21st Century Oncology Data Breach Prompts Multiple Lawsuits

Four months after 21st Century Oncology said an “unauthorized third party” had accessed 2.2 million confidential records, lawyers working on lawsuits against the cancer-care giant say they have fielded likely thousands of inquiries from worried patients.

As of this week, at least 13 separate federal class-action lawsuits had been filed against Fort Myers-based company in response to the data breach, court records show.

“Everyone in this seems to have multiple (clients). I have multiple,” said attorney David Harris of the Harris Law Firm in south Fort Myers. “After the first two cases were filed, it got out into the news. After that, I personally spoke to 200-plus people.”

Harris would not say how many clients he expects to represent in the class-action, but said he had evidence that some had fallen prey to identity theft.

Others, he said, are terrified that they soon might.

“There’s a genuine panic out there. That is the reality,” he said. “You’ve got some people who are out there who are, let’s say, in their senior years. This is the last thing they need, whether they’re battling health problems or you name it — they’re confused by this, they’re scared by it all.”

A U.S. magistrate judge in Fort Myers on Thursday recommended that the cases be consolidated into a single class-action claim.

The company did not respond to requests for comment on the cases. A spokesman said earlier this year that 21st Century Oncology does not comment on pending litigation.

21st Century Oncology notified patients about the data breach in March, more than three months after the FBI had alerted it to the break in.
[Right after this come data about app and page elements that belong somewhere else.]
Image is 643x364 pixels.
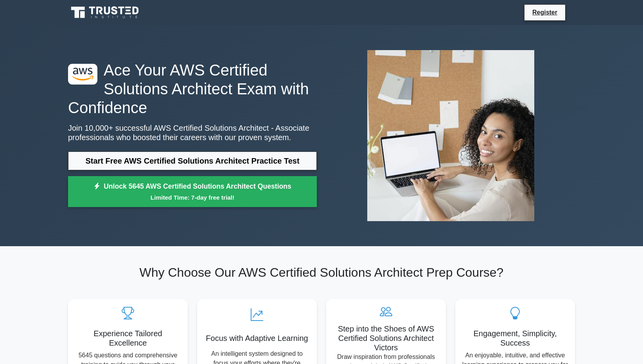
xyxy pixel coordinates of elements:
[68,123,317,142] p: Join 10,000+ successful AWS Certified Solutions Architect - Associate professionals who boosted t...
[78,193,307,202] small: Limited Time: 7-day free trial!
[75,329,182,347] h5: Experience Tailored Excellence
[68,176,317,207] a: Unlock 5645 AWS Certified Solutions Architect QuestionsLimited Time: 7-day free trial!
[203,333,311,343] h5: Focus with Adaptive Learning
[332,324,440,352] h5: Step into the Shoes of AWS Certified Solutions Architect Victors
[461,329,568,347] h5: Engagement, Simplicity, Success
[527,7,562,17] a: Register
[68,61,317,117] h1: Ace Your AWS Certified Solutions Architect Exam with Confidence
[68,265,575,280] h2: Why Choose Our AWS Certified Solutions Architect Prep Course?
[68,151,317,170] a: Start Free AWS Certified Solutions Architect Practice Test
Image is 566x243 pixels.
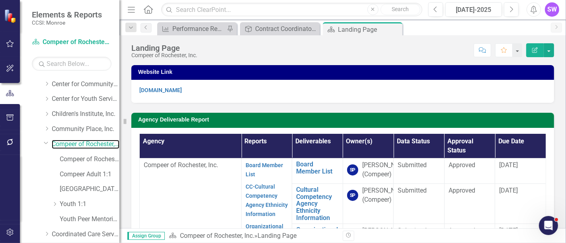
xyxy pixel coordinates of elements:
h3: Agency Deliverable Report [138,117,550,123]
a: Board Member List [245,162,283,178]
a: Compeer of Rochester, Inc. [32,38,111,47]
p: Compeer of Rochester, Inc. [144,161,237,170]
a: Compeer Adult 1:1 [60,170,119,179]
a: Cultural Competency Agency Ethnicity Information [296,187,338,222]
td: Double-Click to Edit Right Click for Context Menu [292,159,342,184]
span: [DATE] [499,161,518,169]
a: Board Member List [296,161,338,175]
div: SP [347,165,358,176]
a: Organizational Chart [245,224,283,239]
a: Contract Coordinator Review [242,24,317,34]
span: Elements & Reports [32,10,102,19]
td: Double-Click to Edit [342,184,393,224]
small: CCSI: Monroe [32,19,102,26]
span: Submitted [397,187,426,195]
td: Double-Click to Edit [444,159,494,184]
span: Submitted [397,227,426,235]
button: [DATE]-2025 [445,2,502,17]
a: Center for Community Alternatives [52,80,119,89]
span: Approved [448,161,475,169]
span: [DATE] [499,187,518,195]
span: Search [391,6,409,12]
a: Compeer of Rochester, Inc. [52,140,119,149]
a: Community Place, Inc. [52,125,119,134]
div: SP [347,190,358,201]
a: Compeer of Rochester, Inc. (MCOMH Internal) [60,155,119,164]
a: CC-Cultural Competency Agency Ethnicity Information [245,184,288,218]
div: Landing Page [338,25,400,35]
h3: Website Link [138,69,550,75]
span: Assign Group [127,232,165,240]
a: Youth 1:1 [60,200,119,209]
div: [PERSON_NAME] (Compeer) [362,161,410,179]
a: Youth Peer Mentoring [60,215,119,224]
td: Double-Click to Edit [393,184,444,224]
td: Double-Click to Edit [342,159,393,184]
div: [PERSON_NAME] (Compeer) [362,187,410,205]
img: ClearPoint Strategy [4,9,18,23]
input: Search ClearPoint... [161,3,422,17]
td: Double-Click to Edit [444,184,494,224]
span: Approved [448,227,475,235]
a: [GEOGRAPHIC_DATA] [60,185,119,194]
a: Compeer of Rochester, Inc. [180,232,254,240]
div: Compeer of Rochester, Inc. [131,53,197,58]
div: [DATE]-2025 [448,5,499,15]
div: Landing Page [257,232,296,240]
a: Center for Youth Services, Inc. [52,95,119,104]
a: Performance Report [159,24,225,34]
span: Approved [448,187,475,195]
input: Search Below... [32,57,111,71]
div: » [169,232,337,241]
td: Double-Click to Edit Right Click for Context Menu [292,184,342,224]
td: Double-Click to Edit [495,159,546,184]
button: SW [545,2,559,17]
a: [DOMAIN_NAME] [139,87,182,93]
button: Search [380,4,420,15]
td: Double-Click to Edit [393,159,444,184]
span: Submitted [397,161,426,169]
td: Double-Click to Edit [495,184,546,224]
span: [DATE] [499,227,518,235]
a: Children's Institute, Inc. [52,110,119,119]
a: Coordinated Care Services Inc. [52,230,119,239]
div: Landing Page [131,44,197,53]
div: Contract Coordinator Review [255,24,317,34]
div: Performance Report [172,24,225,34]
a: Organizational Chart [296,227,338,241]
iframe: Intercom live chat [539,216,558,235]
Its officials claimed that it had done so because of the ongoing criminal investigation.

All of those affected were provided with a free one-year subscription to the Experian ProtectMyID fraud protection service. At the time, 21st Century said it had no evidence that any patient information had been misused.

21st Century Oncology, the nation’s largest radiation oncology provider, operates 183 treatment centers. Of those 147 are in the United States, and 36 are in countries in Latin America.
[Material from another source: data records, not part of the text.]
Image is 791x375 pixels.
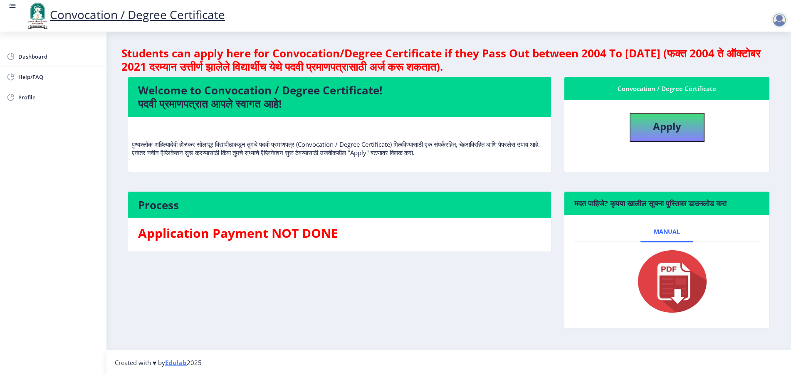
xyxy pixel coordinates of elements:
span: Dashboard [18,52,100,62]
button: Apply [630,113,705,142]
a: Edulab [165,359,187,367]
img: logo [25,2,50,30]
span: Created with ♥ by 2025 [115,359,202,367]
div: Convocation / Degree Certificate [574,84,760,94]
h6: मदत पाहिजे? कृपया खालील सूचना पुस्तिका डाउनलोड करा [574,198,760,208]
a: Manual [641,222,693,242]
h4: Students can apply here for Convocation/Degree Certificate if they Pass Out between 2004 To [DATE... [121,47,776,73]
span: Manual [654,228,680,235]
h3: Application Payment NOT DONE [138,225,541,242]
span: Profile [18,92,100,102]
b: Apply [653,119,681,133]
img: pdf.png [626,248,709,315]
h4: Welcome to Convocation / Degree Certificate! पदवी प्रमाणपत्रात आपले स्वागत आहे! [138,84,541,110]
span: Help/FAQ [18,72,100,82]
a: Convocation / Degree Certificate [25,7,225,22]
h4: Process [138,198,541,212]
p: पुण्यश्लोक अहिल्यादेवी होळकर सोलापूर विद्यापीठाकडून तुमचे पदवी प्रमाणपत्र (Convocation / Degree C... [132,124,547,157]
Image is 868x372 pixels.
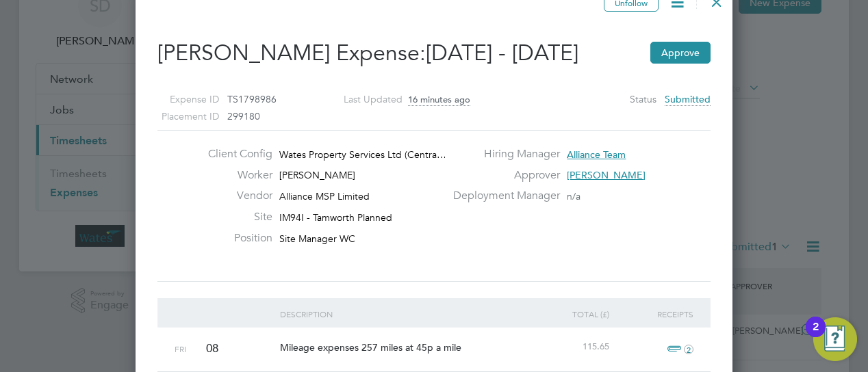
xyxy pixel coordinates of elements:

The company also employs or is affiliated with nearly 950 doctors, globally.

Many of those receiving notice of the data breach were unaware 21st Century had their records, because they used a clinic that was owned by the company but did not have its name on it.

In one lawsuit recently filed in California, cancer patient James Corbel received treatment at a Redding, California clinic he did not know that 21st Century owned. (Its website currently displays the 21st Century logo.)
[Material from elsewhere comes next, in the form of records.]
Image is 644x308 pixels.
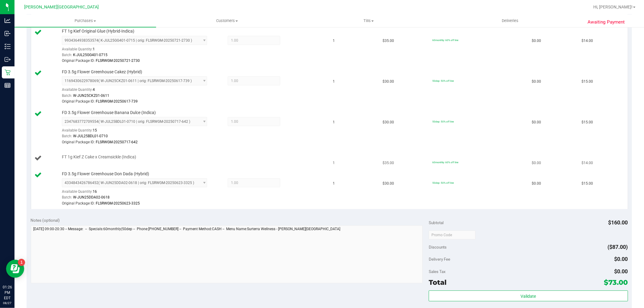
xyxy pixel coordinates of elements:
span: 4 [93,87,95,92]
a: Tills [298,14,439,27]
iframe: Resource center [6,260,24,278]
span: Awaiting Payment [587,19,624,25]
span: Batch: [62,53,72,57]
span: Delivery Fee [429,257,450,262]
span: $160.00 [608,219,628,225]
span: $15.00 [581,79,593,85]
span: FD 3.5g Flower Greenhouse Cakez (Hybrid) [62,69,142,75]
span: FLSRWGM-20250717-642 [96,140,138,144]
span: $0.00 [615,268,628,274]
span: Subtotal [429,220,443,225]
span: W-JUN25DDA02-0618 [73,195,110,199]
span: 1 [333,180,335,186]
p: 08/27 [3,301,12,305]
span: $0.00 [532,160,541,166]
span: 50dep: 50% off line [432,79,454,82]
div: Available Quantity: [62,85,214,97]
span: Batch: [62,94,72,98]
span: ($87.00) [607,244,628,250]
span: FD 3.5g Flower Greenhouse Don Dada (Hybrid) [62,171,149,176]
span: $30.00 [383,79,394,85]
span: Batch: [62,134,72,138]
inline-svg: Outbound [5,57,10,63]
span: FT 1g Kief Z Cake x Creamsickle (Indica) [62,154,136,160]
span: Total [429,278,446,287]
span: Original Package ID: [62,140,95,144]
span: 1 [333,160,335,166]
span: W-JUL25BDL01-0710 [73,134,108,138]
span: Validate [520,294,536,299]
span: 50dep: 50% off line [432,181,454,184]
span: Discounts [429,242,446,253]
span: Hi, [PERSON_NAME]! [593,5,632,9]
button: Validate [429,290,628,301]
span: $0.00 [532,38,541,44]
span: Original Package ID: [62,59,95,63]
span: 60monthly: 60% off line [432,161,458,163]
p: 01:26 PM EDT [3,285,12,301]
span: $15.00 [581,119,593,125]
span: $30.00 [383,180,394,186]
span: 15 [93,128,97,132]
span: 1 [93,47,95,51]
iframe: Resource center unread badge [18,259,25,266]
span: $14.00 [581,38,593,44]
inline-svg: Inbound [5,31,10,36]
span: K-JUL25GG401-0715 [73,53,108,57]
div: Available Quantity: [62,126,214,138]
span: $0.00 [532,79,541,85]
inline-svg: Reports [5,82,10,89]
span: Notes (optional) [31,217,60,223]
span: Tills [298,18,439,23]
span: Batch: [62,195,72,199]
a: Purchases [14,14,156,27]
input: Promo Code [429,231,475,240]
span: FT 1g Kief Original Glue (Hybrid-Indica) [62,29,134,34]
span: Original Package ID: [62,99,95,104]
span: $73.00 [604,278,628,287]
span: 60monthly: 60% off line [432,38,458,42]
inline-svg: Analytics [5,18,10,23]
span: $30.00 [383,119,394,125]
span: $0.00 [615,256,628,262]
inline-svg: Retail [5,70,10,76]
span: Original Package ID: [62,201,95,205]
span: 50dep: 50% off line [432,120,454,123]
a: Customers [156,14,298,27]
span: $15.00 [581,180,593,186]
span: $35.00 [383,160,394,166]
span: $0.00 [532,119,541,125]
span: Deliveries [493,18,527,23]
span: Customers [156,18,297,23]
span: Purchases [14,18,156,23]
span: $35.00 [383,38,394,44]
span: 16 [93,189,97,193]
span: FLSRWGM-20250617-739 [96,99,138,104]
a: Deliveries [439,14,581,27]
span: $0.00 [532,180,541,186]
inline-svg: Inventory [5,44,10,49]
span: W-JUN25CKZ01-0611 [73,94,110,98]
span: 1 [333,38,335,44]
span: 1 [333,119,335,125]
div: Available Quantity: [62,45,214,57]
span: FLSRWGM-20250721-2730 [96,59,139,63]
span: FLSRWGM-20250623-3325 [96,201,139,205]
span: 1 [333,79,335,85]
div: Available Quantity: [62,188,214,199]
span: [PERSON_NAME][GEOGRAPHIC_DATA] [25,5,99,10]
span: Sales Tax [429,269,446,274]
span: $14.00 [581,160,593,166]
span: FD 3.5g Flower Greenhouse Banana Dulce (Indica) [62,110,156,115]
“Since the data breach, Corbel has received multiple telephone calls from scam artists claiming to be from the IRS, attempting to convince him to pay for what they claim are unpaid taxes,” his lawsuit states.

It added that “Corbel had never received any similar IRS related scam telephone calls” before the breach.

A plaintiff in another case, Mary Barbieri of Charlotte County, claims she was unable to sign up for the fraud protection that 21st Century Oncology offered because someone else had done so, using her name and personal information.

Barbieri claims that an Experian staffer told her that the caller had provided her mother’s maiden name, date of birth and Social Security number.

“Plaintiff (Barbieri) then received emails from (her bank) due to a request to close her bank accounts,” the lawsuit further states. “Plaintiff did not initiate this request.”

Her attorney in Coral Gables, Robert Gilbert, said this particular lawsuit involves several dozen plaintiffs. He too said he had heard from hundreds of people affected by the 21st Century Oncology breach.

“We’re talking here about people’s personal, unique healthcare records,” Gilbert said. “Since, by its name, 21st Century Oncology, it relates to cancer or cancer-related diagnoses. It’s quite sensitive and quite revealing. There’s a great deal at stake here. This is a very serious case.”

The 21st Century Oncology breach was the largest such data security issue of 2016 involving 500 or more patients, according to the Department of Health and Human Services. And it is the largest recorded for a Florida-based company since the government began collecting such data in 2010, government records show.

(Southwest Florida-based Radiology Regional Center, a provider of imaging and diagnostic services, inadvertently exposed the records of more than 483,000 this year when the files blew out of a trash truck traveling on Fowler Street.)

Still, others have been far worse.

Records show that the largest security breach involved the health insurer Anthem Inc., which reported last year that a hacker had accessed a database containing information on 78.8 million people.